Yeah, Danny Peary's review of the film in Cult Movies prompted me to get the DVD. Although I am a lazy sod, as I've had the film on my shelf for years, but haven't gotten around to actually watching it.
Yeah, Danny Peary's review of the film in Cult Movies prompted me to get the DVD. Although I am a lazy sod, as I've had the film on my shelf for years, but haven't gotten around to actually watching it.
“This cold night will turn us all to fools and madmen” – King Lear, p.46.
Col(ored)umbo
Quincy Jones, M.E.
The Civil War stuff was pretty goofy, but other than that I didn't mind the direction S2 took with Benjamin Horne's character. It was a kinda cool that, while other characters had darker sides of their personalities coming out, Benjamin's hidden side was "good" (although his efforts at reforming his ways kinda fucked…
I enjoy me some Frank Gorshin Riddler, just not in Twin Peaks.
Yeah, it's telling the way Earle was done away with so abruptly in the last episode, you can tell how much Lynch didn't care for the character (I never cared too much for him either, he reminded me too much of Frank Gorshin's Riddler).
Good thing Lynch re-wrote the hell out of that last episode - the version filmed is…

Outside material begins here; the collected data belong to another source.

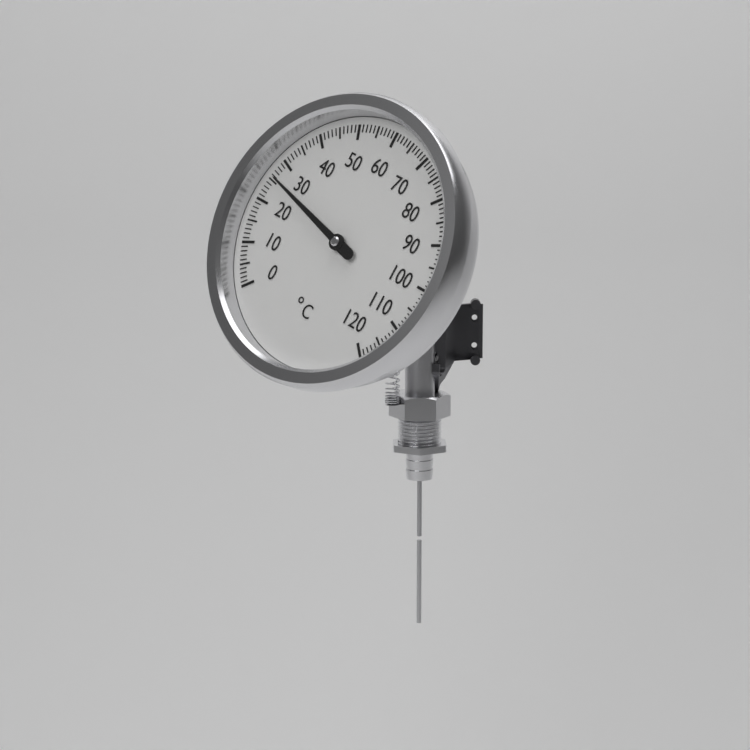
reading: 26 °C
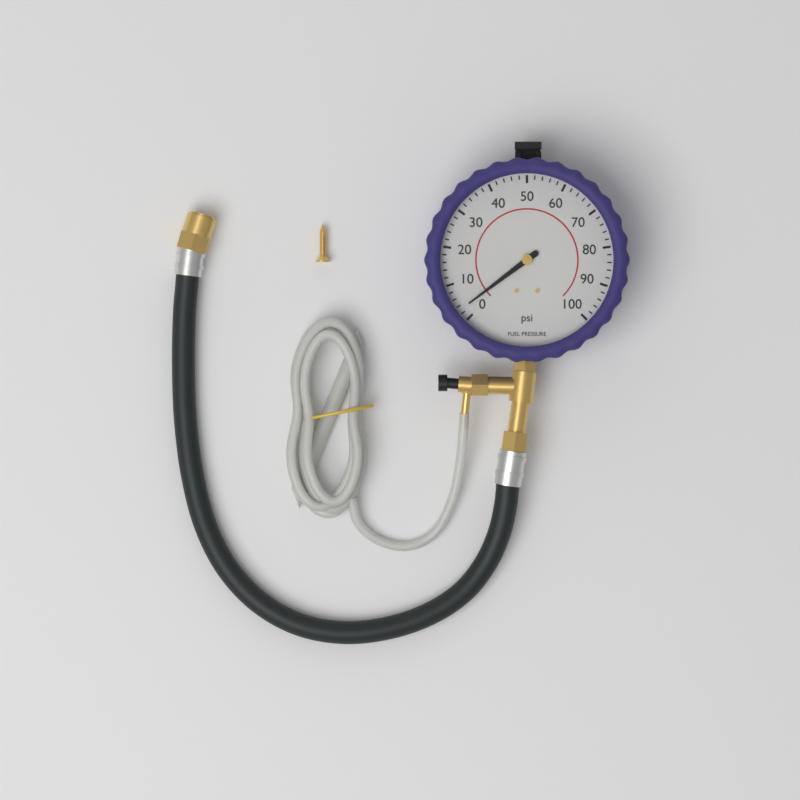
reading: 3 psi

The controlled punches Leland throws against Maddie make the scene brutal to watch. The way he jabs and pulls his firsts back…Eurgh.

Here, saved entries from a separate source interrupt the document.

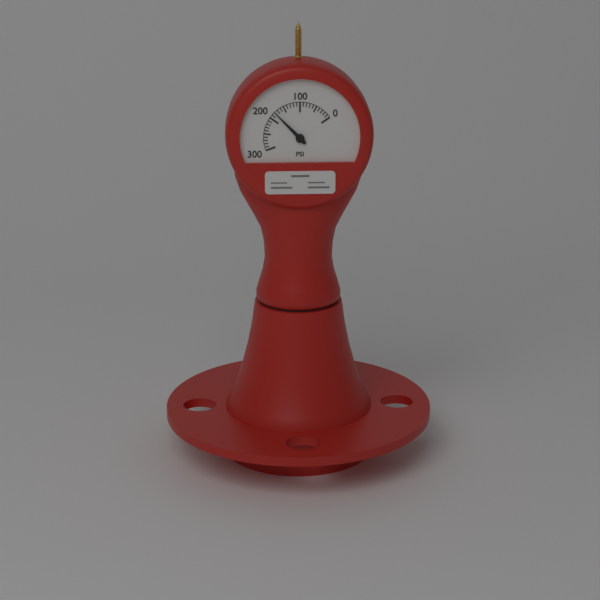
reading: 180 psi
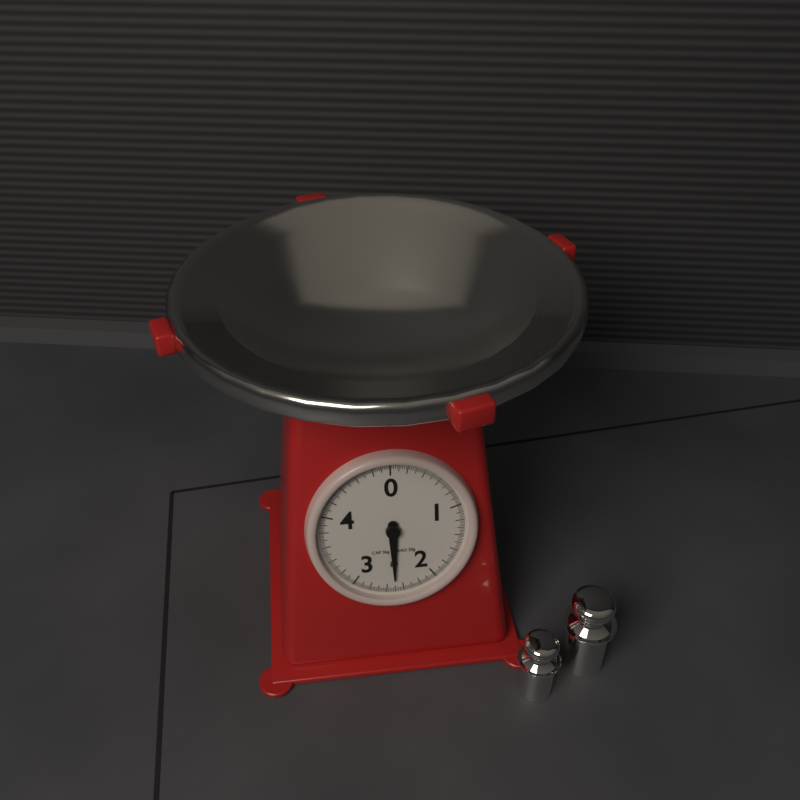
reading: 2.50 kg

It's a shame that the A.V. Club stopped doing Homicide: Life on the Street Classic Reviews after the second (I think it was the second) season.
On a barely-related topic, I love the bullshit David Bowie history that Peter Serafinowicz and Robert Popper created in their audio commentary for Look Around You 2's "Music" episode:
If memory serves, the cereal mishap occurs in the film, but it's a subplot that doesn't have as much presence in the film as it did in the book.

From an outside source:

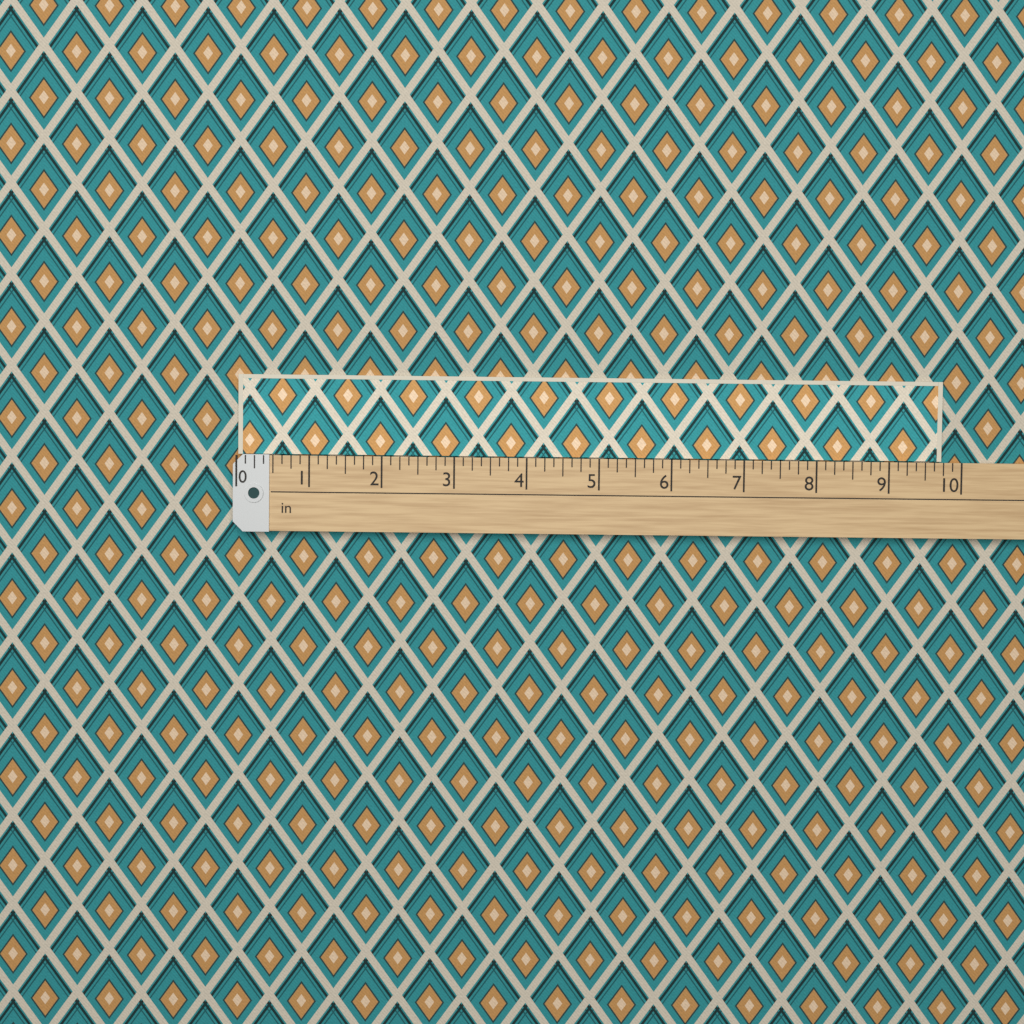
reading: 9.750 in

I think if you look at the 1970s-1980s - the period in which the most Stephen King films were made - the only adaptations that really deviated from the source material were The…
Page 1 of Morrissey's autobiography, sung by Peter Serafinowicz:
There was a belated Firestarter sequel, with a grown-up Charlie McGee (not played by Drew Barrymore) making stuff catch fire and blow up when she gets sexually-aroused. The film also starred Malcolm McDowell in the role George C. Scott played in the first film.
The Long Walk would be difficult to pull off as a film. I mean, if Darabont was going to be faithful to the book, it'd be a couple of hours consisting of teenage boys walking, talking, and getting gunned down. It could be a terrific film, but it'd have to be low-budget and artsy and it probably wouldn't make much…
"My face! My valuable face!"
And because there was already an actor called Michael Hall, Michael Anthony Hall had to use the stage name "Anthony Michael Hall."
So after wasting loads of people she starts fighting crime? Reminds me of the bizarre idea someone had in the 1980s of a Dr Phibes television series "that would have recast the doctor as a benevolent crimefighter who uses his makeup and technological wizardry to ensnare criminals." (Thanks, Wikipedia!)
There was a Carrie remake in 2002. It was a TV movie that was supposed to serve as the pilot for a TV series. I've not seen it, but apparently Carrie survives at the end. Well, I guess she'd have to have done, otherwise what would the series have been like?
I think there are more than a few King adaptations that are fairly true to the source material - they don't deviate from the books as much as they streamline them. Examples being Christine and The Dead Zone, and (granted, these are more like guilty pleasures), Cujo and Firestarter.
So, who's the best fake Elizabeth Taylor?
a) Helena Bonham-Carter
b) Lindsay Lohan
c) Sherilyn Fenn
d) John Belushi
…and right there is the best possible title for a book about Jim Morrison's Miami trial.